OTOH I wouldn't want to self-host because I know I'm not going to spend the same amount of time and effort a full security staff would, even if my self-hosted box would make a much less attractive target.
It's quite a pickle.
There are decent apps for android and iOS (eg Strongbox)
I’m going to migrate off 1Password to it soon
1Password 8 has greatly improved security architecture compared to the previous versions. Just one example of many: when rendering the item details, the Rust core would not send the password value to the UI layer until the user clicks "Copy" or "Reveal" password.
In addition to that, 1Password 8 has better integration with the operating system that any other version in the past — Touch ID, Windows Hello, Secure Enclave, macOS Accessibility services, etc, etc.
If someone creates new tech and it fits with Bitwarden then I'm more than happy to see what they can do together.
It is now growth at all costs until an eventual acquisition of Bitwarden. So I won't be surprised to see price increases on some plans soon.
[0] https://bitwarden.com/blog/accelerating-value-for-bitwarden-...
I can say with certainty that I’ve continued to get value out of 1Password both personally and professionally. I can even say with a degree of certainty that I’ve gotten value out of the changes that have come post-acquisition. Were I starting from scratch, I’d still probably pick 1Password. This isn’t me arguing that 1Password is better. More saying that it’s been a…little bit of time now, and I’m still happy with the product and how it’s improved.
I appreciate that acquisitions or taking on funding feels like more of a kick in the teeth because it’s a distinct event, is publicised, and even publicised as a good thing. Having just gone through my first acquisition (as an employee in an entirely bootstrapped small business) I’ve realised that this has to be weighed up against the risks associated with whatever was in the no-funding no-acquisition future, i.e. the thing just going away entirely, which happens slowly (and then all at once) and mostly in private.
I’ve little doubt that over time 1Password will get comparatively worse than whatever else is around. Either because it’s neglected or because it gets juiced and dark patterned by VC incentives. Ignoring the VC bit, I’m just as sure the same will still happen to Bitwarden obviously. But this shifting playing field just feels like an inevitability regardless of which path any product takes.
Some keepass compatible apps even offer full iOS integration (FaceTime unlock, Password AutoFill), so you don't lose these features you're used to with LastPass.
No autocomplete on username, slow initial load, search function is sticky on desktop client but not on the rest. No way to easily add folders or reorganise multiple items.
I won't renew my subscription, not that they care anymore
There are multiple users who, post-breach, are checking the Iteration Count the number of PBKDF2 iterations for their vault, and discovering that even though LastPass had been slowly increasing the number of iterations for new customers in line with industry best practices, they were never going back and upgrading the old users.
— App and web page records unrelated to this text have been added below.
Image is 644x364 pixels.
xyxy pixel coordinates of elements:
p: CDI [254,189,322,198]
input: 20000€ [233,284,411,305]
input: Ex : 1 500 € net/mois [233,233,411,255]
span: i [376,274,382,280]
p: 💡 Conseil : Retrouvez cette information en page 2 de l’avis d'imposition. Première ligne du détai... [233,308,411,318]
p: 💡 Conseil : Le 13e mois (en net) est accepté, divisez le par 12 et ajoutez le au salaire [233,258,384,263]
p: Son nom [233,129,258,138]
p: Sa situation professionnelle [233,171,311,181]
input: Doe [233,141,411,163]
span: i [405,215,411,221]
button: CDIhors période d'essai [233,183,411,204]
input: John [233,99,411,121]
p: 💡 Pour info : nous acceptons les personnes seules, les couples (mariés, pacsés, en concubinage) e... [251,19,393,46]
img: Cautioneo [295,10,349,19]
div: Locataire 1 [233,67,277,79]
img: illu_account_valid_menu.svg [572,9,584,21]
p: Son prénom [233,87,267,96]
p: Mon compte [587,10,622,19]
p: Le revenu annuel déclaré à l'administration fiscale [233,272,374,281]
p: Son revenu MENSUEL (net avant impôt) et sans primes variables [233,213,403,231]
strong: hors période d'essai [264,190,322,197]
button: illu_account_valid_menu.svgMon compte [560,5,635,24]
So if you created a LastPass account in the past few years, your iteration count was 100,000. But if you were an older user, it may have only been 5,000. Or 500. Or, in the case of many old users: 1. One iteration. That's all that was protecting their encrypted vault--now in the hands of attackers--from brute forcing.
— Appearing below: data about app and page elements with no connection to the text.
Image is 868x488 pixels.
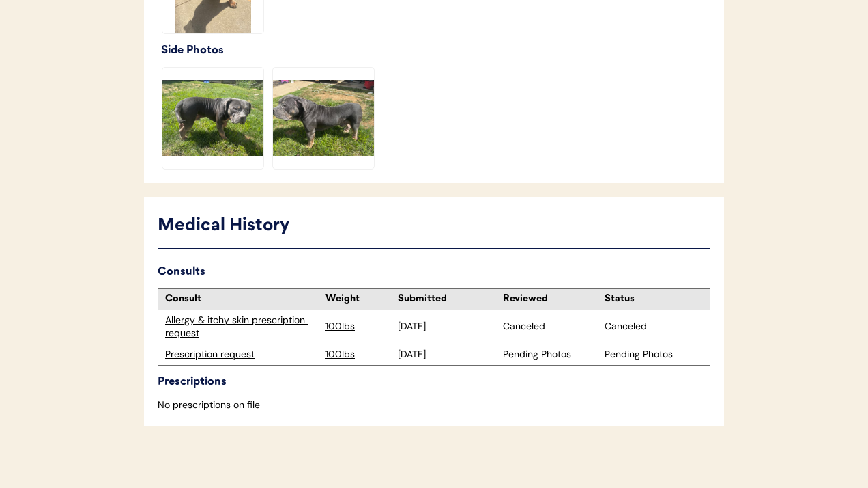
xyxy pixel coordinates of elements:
[605,293,703,306] div: Status
[158,213,711,239] div: Medical History
[503,320,601,333] div: Canceled
[273,67,374,168] img: image.jpg
[398,320,497,333] div: [DATE]
[166,293,319,306] div: Consult
[158,372,711,392] div: Prescriptions
[161,41,711,60] div: Side Photos
[398,347,497,361] div: [DATE]
[163,67,264,168] img: image.jpg
[605,320,703,333] div: Canceled
[325,320,395,333] div: 100lbs
[325,293,395,306] div: Weight
[503,293,601,306] div: Reviewed
[166,314,319,340] div: Allergy & itchy skin prescription request
[166,347,319,361] div: Prescription request
[158,262,711,281] div: Consults
[605,347,703,361] div: Pending Photos
[325,347,395,361] div: 100lbs
[158,398,711,412] div: No prescriptions on file
[398,293,497,306] div: Submitted
[503,347,601,361] div: Pending Photos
Chrome's password manager is pushing it.
Everything else should be considered malware.
I don't understand how such a 'techy' crowd here on HN can be so belligerent with this security vs convenience trade off.
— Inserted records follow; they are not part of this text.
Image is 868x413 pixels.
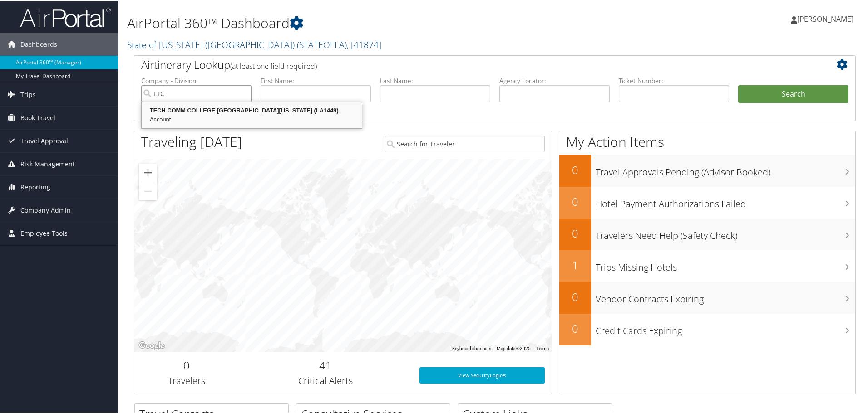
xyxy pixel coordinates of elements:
a: 0Hotel Payment Authorizations Failed [559,186,855,218]
label: Last Name: [380,75,491,85]
h3: Hotel Payment Authorizations Failed [596,192,855,210]
span: Company Admin [20,199,71,221]
h2: Airtinerary Lookup [141,56,789,71]
h2: 0 [559,320,591,336]
button: Zoom out [139,181,157,200]
h1: AirPortal 360™ Dashboard [127,12,618,32]
a: 0Travelers Need Help (Safety Check) [559,218,855,249]
span: (at least one field required) [230,60,317,70]
a: State of [US_STATE] ([GEOGRAPHIC_DATA]) [127,37,382,50]
span: Employee Tools [20,221,67,244]
span: Dashboards [20,32,57,55]
span: , [ 41874 ] [347,37,382,50]
h3: Vendor Contracts Expiring [596,287,855,305]
span: Book Travel [20,106,56,128]
h2: 0 [559,289,591,304]
a: 1Trips Missing Hotels [559,249,855,281]
span: Trips [20,83,36,106]
h3: Travel Approvals Pending (Advisor Booked) [596,160,855,178]
img: airportal-logo.png [20,6,110,27]
label: First Name: [261,75,371,85]
span: Map data ©2025 [497,345,531,350]
label: Agency Locator: [500,75,610,85]
div: TECH COMM COLLEGE [GEOGRAPHIC_DATA][US_STATE] (LA1449) [143,106,361,115]
h3: Critical Alerts [246,373,406,387]
a: View SecurityLogic® [420,366,545,382]
h2: 0 [141,357,232,372]
a: 0Credit Cards Expiring [559,313,855,345]
button: Zoom in [139,163,157,181]
h1: Traveling [DATE] [141,131,242,151]
input: Search for Traveler [384,135,545,151]
h3: Travelers [141,373,232,387]
img: Google [137,339,167,351]
h3: Trips Missing Hotels [596,256,855,273]
a: Terms (opens in new tab) [537,345,549,350]
h3: Travelers Need Help (Safety Check) [596,224,855,242]
h2: 0 [559,225,591,240]
div: Account [143,115,361,124]
a: 0Vendor Contracts Expiring [559,281,855,313]
h2: 0 [559,193,591,209]
h2: 41 [246,357,406,372]
a: 0Travel Approvals Pending (Advisor Booked) [559,154,855,186]
button: Search [738,85,849,103]
span: Risk Management [20,152,75,175]
span: ( STATEOFLA ) [297,37,347,50]
h3: Credit Cards Expiring [596,319,855,337]
a: [PERSON_NAME] [791,5,863,32]
span: [PERSON_NAME] [797,13,853,23]
h2: 1 [559,257,591,272]
h2: 0 [559,162,591,177]
button: Keyboard shortcuts [452,345,491,351]
a: Open this area in Google Maps (opens a new window) [137,339,167,351]
label: Ticket Number: [619,75,729,85]
label: Company - Division: [141,75,252,85]
span: Travel Approval [20,129,68,151]
h1: My Action Items [559,131,855,151]
span: Reporting [20,175,51,198]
KeePass locally, gmail yourself an encrypted backup. That's it. FFS.
I know my blob is encrypted, because I did it. Did you audit your password manager's source control? No?
That is the difference.
For a technical person I would advise a better solution, but the reason these solutions are being pushed is for widespread adoption of better password practices.
>If
And, if you get infected, it is all moot anyway.